Important Cultural PropertySuccession records of a plot of land at Naranaka Village, Soekami County, Yamato Province

Save Image

image 全画面表示
  • Handscroll
  • Ink on paper
  • 29.1×758.6 cm
  • Heian period, 954–1002
  • Kyushu National Museum
  • P14989

From the Heian period onward, whenever possession of a plot of land was transferred from one person to another, a sales receipt would be created and attached to a document detailing the land’s past and present owners. This document was known as a succession record (tetsugi shōmon). The succession records here are for a plot of land located at 5-, 5-ri, 1-tsubo, Naranaka-, Soekami-gun, Yamato Province (located near the Nara Shrine in present-day Nara Town, Tenri City, Nara Prefecture). Attached in order of succession from left to right, these receipts trace the process of transfer of this piece of land from 954 to 1002. According to the records, Hata Anako first inherited the land from her late mother, Tayako, and then sold it to Wakae Yoshikuni for 150 bundles of rice. Subsequent sales receipts come respectively from when the land was transferred to the following people: Fujiwara, Nakai Jin, Marube Tokitada, Marube Ōhira (who had inherited it from his father, Tokitada), Takahashi Keizō, Kamitsuna Gobō (head of Kanshūji Temple), Keisen (high priest of Tōdaiji Temple), Hōshun (high priest of Tōdaiji), Kenshin (Hōshun’s disciple), Tsuina (of Tōdaiji), and Myōen (high priest and head of Tōdaiji).

Each receipt bears the signature of an official (Jp. tone) as well as the official seal of the Soekami County. The latter, in particular, tells us that the buying and selling of land was overseen by the national government under the ritsuryō system. Having retained the entirety of its original form, this document shows us how such succession records were created early on in Japan’s national history. Furthermore, it provides evidence for how many of Tōdaiji’s plots of land in the Yamato Province, such as this Soekami plot, were purchased by their monks.

These succession records, alongside three other historical documents in our collection dated 1148, 1249, and 1271 respectively, used to belong to the Sekido family of Nagoya. Together, they form a set of documents relating to the Tōdaiji Temple.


EXERCISE PROMPT
Excluding any images, copy all of the lines below precisely as written.

[RECORD SET — start]

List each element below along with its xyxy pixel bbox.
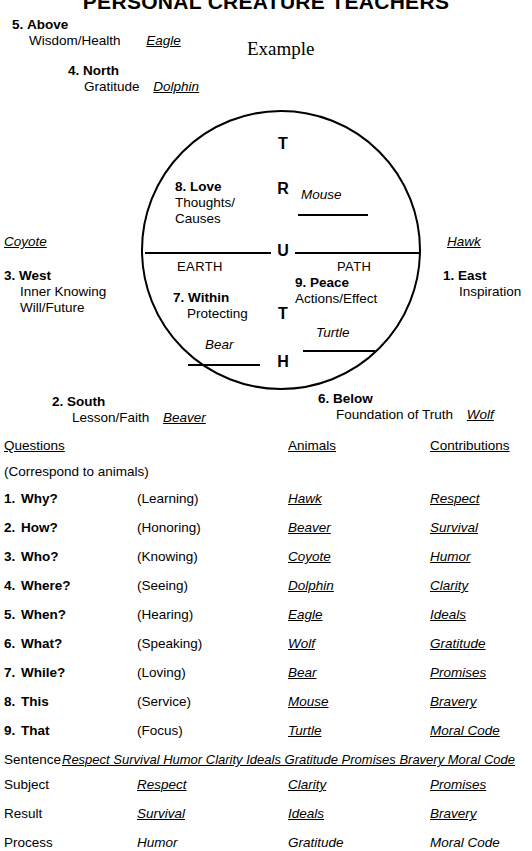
equator-line-right <box>295 252 420 254</box>
direction-below-animal: Wolf <box>467 407 494 422</box>
row-question: How? <box>21 520 58 535</box>
table-row: 5. When? (Hearing) Eagle Ideals <box>4 607 528 636</box>
summary-value-1: Respect <box>137 777 187 792</box>
quadrant-within-number: 7. <box>173 290 184 305</box>
table-row: 8. This (Service) Mouse Bravery <box>4 694 528 723</box>
summary-value-3: Moral Code <box>430 835 500 850</box>
row-number: 1. <box>4 491 15 506</box>
quadrant-love-number: 8. <box>175 179 186 194</box>
row-animal: Wolf <box>288 636 315 651</box>
row-contribution: Gratitude <box>430 636 486 651</box>
row-question: This <box>21 694 49 709</box>
quadrant-within-animal: Bear <box>205 337 234 352</box>
direction-above-number: 5. <box>12 17 23 32</box>
direction-south-animal: Beaver <box>163 410 206 425</box>
quadrant-love-animal: Mouse <box>301 187 342 202</box>
row-paren: (Learning) <box>137 491 199 506</box>
direction-below-attribute: Foundation of Truth <box>336 407 453 422</box>
row-question: While? <box>21 665 65 680</box>
summary-row-result: Result Survival Ideals Bravery <box>4 806 528 835</box>
quadrant-love-name: Love <box>190 179 222 194</box>
table-row: 1. Why? (Learning) Hawk Respect <box>4 491 528 520</box>
turtle-underline-rule <box>303 350 375 352</box>
direction-below-number: 6. <box>318 391 329 406</box>
row-animal: Dolphin <box>288 578 334 593</box>
row-contribution: Promises <box>430 665 486 680</box>
direction-north-animal: Dolphin <box>153 79 199 94</box>
row-number: 5. <box>4 607 15 622</box>
path-label: PATH <box>337 259 371 274</box>
truth-letter-r: R <box>272 180 294 198</box>
summary-value-3: Promises <box>430 777 486 792</box>
quadrant-love: 8. Love Thoughts/ Causes <box>175 179 235 227</box>
direction-south-number: 2. <box>52 394 63 409</box>
row-animal: Beaver <box>288 520 331 535</box>
row-paren: (Honoring) <box>137 520 201 535</box>
bear-underline-rule <box>188 364 260 366</box>
summary-value-1: Survival <box>137 806 185 821</box>
direction-west-name: West <box>19 268 51 283</box>
column-header-questions: Questions <box>4 438 65 453</box>
summary-value-2: Gratitude <box>288 835 344 850</box>
questions-table: Questions Animals Contributions (Corresp… <box>4 438 528 851</box>
quadrant-peace-name: Peace <box>310 275 349 290</box>
row-contribution: Humor <box>430 549 471 564</box>
direction-south-attribute: Lesson/Faith <box>72 410 149 425</box>
direction-west-animal: Coyote <box>4 234 47 249</box>
summary-value-1: Humor <box>137 835 178 850</box>
sentence-text: Respect Survival Humor Clarity Ideals Gr… <box>62 752 515 767</box>
row-number: 4. <box>4 578 15 593</box>
direction-east-number: 1. <box>443 268 454 283</box>
truth-letter-t-2: T <box>272 305 294 323</box>
row-question: When? <box>21 607 66 622</box>
direction-above-attribute: Wisdom/Health <box>29 33 121 48</box>
quadrant-peace-animal: Turtle <box>316 325 350 340</box>
equator-line-left <box>145 252 271 254</box>
row-number: 3. <box>4 549 15 564</box>
quadrant-within-name: Within <box>188 290 229 305</box>
row-animal: Mouse <box>288 694 329 709</box>
table-row: 4. Where? (Seeing) Dolphin Clarity <box>4 578 528 607</box>
row-paren: (Knowing) <box>137 549 198 564</box>
row-contribution: Bravery <box>430 694 477 709</box>
summary-label: Result <box>4 806 42 821</box>
column-header-animals: Animals <box>288 438 336 453</box>
direction-block-east: 1. East Inspiration <box>443 268 521 300</box>
direction-above-name: Above <box>27 17 68 32</box>
row-paren: (Hearing) <box>137 607 193 622</box>
direction-west-attribute-2: Will/Future <box>20 300 106 316</box>
direction-block-north: 4. North Gratitude Dolphin <box>68 63 199 95</box>
column-header-contributions: Contributions <box>430 438 510 453</box>
truth-letter-h: H <box>272 353 294 371</box>
direction-block-above: 5. Above Wisdom/Health Eagle <box>12 17 181 49</box>
direction-below-name: Below <box>333 391 373 406</box>
row-contribution: Ideals <box>430 607 466 622</box>
row-number: 2. <box>4 520 15 535</box>
truth-letter-u: U <box>272 242 294 260</box>
quadrant-peace: 9. Peace Actions/Effect <box>295 275 377 307</box>
direction-south-name: South <box>67 394 105 409</box>
summary-row-process: Process Humor Gratitude Moral Code <box>4 835 528 851</box>
example-label: Example <box>247 38 315 60</box>
row-paren: (Speaking) <box>137 636 202 651</box>
direction-north-attribute: Gratitude <box>84 79 140 94</box>
direction-east-name: East <box>458 268 487 283</box>
summary-row-subject: Subject Respect Clarity Promises <box>4 777 528 806</box>
quadrant-love-line-2: Causes <box>175 211 235 227</box>
page-title: PERSONAL CREATURE TEACHERS <box>0 0 532 14</box>
sentence-row: Sentence Respect Survival Humor Clarity … <box>4 752 528 777</box>
summary-label: Subject <box>4 777 49 792</box>
table-row: 7. While? (Loving) Bear Promises <box>4 665 528 694</box>
row-contribution: Clarity <box>430 578 468 593</box>
table-row: 6. What? (Speaking) Wolf Gratitude <box>4 636 528 665</box>
summary-value-2: Clarity <box>288 777 326 792</box>
row-paren: (Focus) <box>137 723 183 738</box>
direction-north-name: North <box>83 63 119 78</box>
row-question: Why? <box>21 491 58 506</box>
row-number: 9. <box>4 723 15 738</box>
quadrant-love-line-1: Thoughts/ <box>175 195 235 211</box>
quadrant-peace-number: 9. <box>295 275 306 290</box>
direction-block-below: 6. Below Foundation of Truth Wolf <box>318 391 494 423</box>
row-question: That <box>21 723 50 738</box>
table-row: 2. How? (Honoring) Beaver Survival <box>4 520 528 549</box>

[RECORD SET — finish]

EXPECTED ANSWER
List each element below along with its xyxy pixel bbox.
equator-line-right <box>295 252 420 254</box>
direction-below-animal: Wolf <box>467 407 494 422</box>
row-question: How? <box>21 520 58 535</box>
table-row: 5. When? (Hearing) Eagle Ideals <box>4 607 528 636</box>
summary-value-1: Respect <box>137 777 187 792</box>
quadrant-within-number: 7. <box>173 290 184 305</box>
table-row: 8. This (Service) Mouse Bravery <box>4 694 528 723</box>
summary-value-3: Moral Code <box>430 835 500 850</box>
row-number: 1. <box>4 491 15 506</box>
quadrant-love-number: 8. <box>175 179 186 194</box>
row-animal: Wolf <box>288 636 315 651</box>
row-contribution: Gratitude <box>430 636 486 651</box>
row-question: This <box>21 694 49 709</box>
quadrant-within-animal: Bear <box>205 337 234 352</box>
direction-above-number: 5. <box>12 17 23 32</box>
direction-south-animal: Beaver <box>163 410 206 425</box>
quadrant-love-animal: Mouse <box>301 187 342 202</box>
row-paren: (Learning) <box>137 491 199 506</box>
direction-below-attribute: Foundation of Truth <box>336 407 453 422</box>
row-question: While? <box>21 665 65 680</box>
summary-row-result: Result Survival Ideals Bravery <box>4 806 528 835</box>
quadrant-love-name: Love <box>190 179 222 194</box>
table-row: 1. Why? (Learning) Hawk Respect <box>4 491 528 520</box>
turtle-underline-rule <box>303 350 375 352</box>
direction-below-number: 6. <box>318 391 329 406</box>
row-animal: Dolphin <box>288 578 334 593</box>
row-contribution: Promises <box>430 665 486 680</box>
direction-north-animal: Dolphin <box>153 79 199 94</box>
row-number: 5. <box>4 607 15 622</box>
path-label: PATH <box>337 259 371 274</box>
truth-letter-r: R <box>272 180 294 198</box>
summary-value-3: Promises <box>430 777 486 792</box>
quadrant-love: 8. Love Thoughts/ Causes <box>175 179 235 227</box>
direction-south-number: 2. <box>52 394 63 409</box>
row-animal: Beaver <box>288 520 331 535</box>
row-paren: (Honoring) <box>137 520 201 535</box>
bear-underline-rule <box>188 364 260 366</box>
summary-value-1: Survival <box>137 806 185 821</box>
direction-west-name: West <box>19 268 51 283</box>
column-header-questions: Questions <box>4 438 65 453</box>
summary-value-2: Gratitude <box>288 835 344 850</box>
questions-table: Questions Animals Contributions (Corresp… <box>4 438 528 851</box>
quadrant-peace-name: Peace <box>310 275 349 290</box>
row-contribution: Humor <box>430 549 471 564</box>
direction-south-attribute: Lesson/Faith <box>72 410 149 425</box>
direction-west-animal: Coyote <box>4 234 47 249</box>
summary-value-1: Humor <box>137 835 178 850</box>
sentence-text: Respect Survival Humor Clarity Ideals Gr… <box>62 752 515 767</box>
row-number: 4. <box>4 578 15 593</box>
direction-east-number: 1. <box>443 268 454 283</box>
truth-letter-t-2: T <box>272 305 294 323</box>
row-question: When? <box>21 607 66 622</box>
direction-above-attribute: Wisdom/Health <box>29 33 121 48</box>
quadrant-peace-animal: Turtle <box>316 325 350 340</box>
equator-line-left <box>145 252 271 254</box>
row-number: 3. <box>4 549 15 564</box>
quadrant-within-name: Within <box>188 290 229 305</box>
row-animal: Mouse <box>288 694 329 709</box>
table-row: 4. Where? (Seeing) Dolphin Clarity <box>4 578 528 607</box>
row-paren: (Knowing) <box>137 549 198 564</box>
row-contribution: Bravery <box>430 694 477 709</box>
summary-label: Result <box>4 806 42 821</box>
column-header-animals: Animals <box>288 438 336 453</box>
direction-block-east: 1. East Inspiration <box>443 268 521 300</box>
direction-above-name: Above <box>27 17 68 32</box>
row-paren: (Hearing) <box>137 607 193 622</box>
direction-west-attribute-2: Will/Future <box>20 300 106 316</box>
direction-block-north: 4. North Gratitude Dolphin <box>68 63 199 95</box>
column-header-contributions: Contributions <box>430 438 510 453</box>
truth-letter-h: H <box>272 353 294 371</box>
direction-block-above: 5. Above Wisdom/Health Eagle <box>12 17 181 49</box>
direction-below-name: Below <box>333 391 373 406</box>
row-contribution: Ideals <box>430 607 466 622</box>
row-number: 2. <box>4 520 15 535</box>
truth-letter-u: U <box>272 242 294 260</box>
quadrant-peace: 9. Peace Actions/Effect <box>295 275 377 307</box>
direction-south-name: South <box>67 394 105 409</box>
summary-row-process: Process Humor Gratitude Moral Code <box>4 835 528 851</box>
example-label: Example <box>247 38 315 60</box>
row-paren: (Speaking) <box>137 636 202 651</box>
direction-north-attribute: Gratitude <box>84 79 140 94</box>
direction-east-name: East <box>458 268 487 283</box>
summary-row-subject: Subject Respect Clarity Promises <box>4 777 528 806</box>
quadrant-love-line-2: Causes <box>175 211 235 227</box>
page-title: PERSONAL CREATURE TEACHERS <box>0 0 532 14</box>
sentence-row: Sentence Respect Survival Humor Clarity … <box>4 752 528 777</box>
summary-label: Subject <box>4 777 49 792</box>
table-row: 7. While? (Loving) Bear Promises <box>4 665 528 694</box>
row-contribution: Clarity <box>430 578 468 593</box>
table-row: 6. What? (Speaking) Wolf Gratitude <box>4 636 528 665</box>
summary-value-2: Clarity <box>288 777 326 792</box>
row-paren: (Focus) <box>137 723 183 738</box>
direction-north-name: North <box>83 63 119 78</box>
row-question: Why? <box>21 491 58 506</box>
row-number: 9. <box>4 723 15 738</box>
quadrant-love-line-1: Thoughts/ <box>175 195 235 211</box>
quadrant-peace-number: 9. <box>295 275 306 290</box>
direction-block-below: 6. Below Foundation of Truth Wolf <box>318 391 494 423</box>
row-question: That <box>21 723 50 738</box>
table-row: 2. How? (Honoring) Beaver Survival <box>4 520 528 549</box>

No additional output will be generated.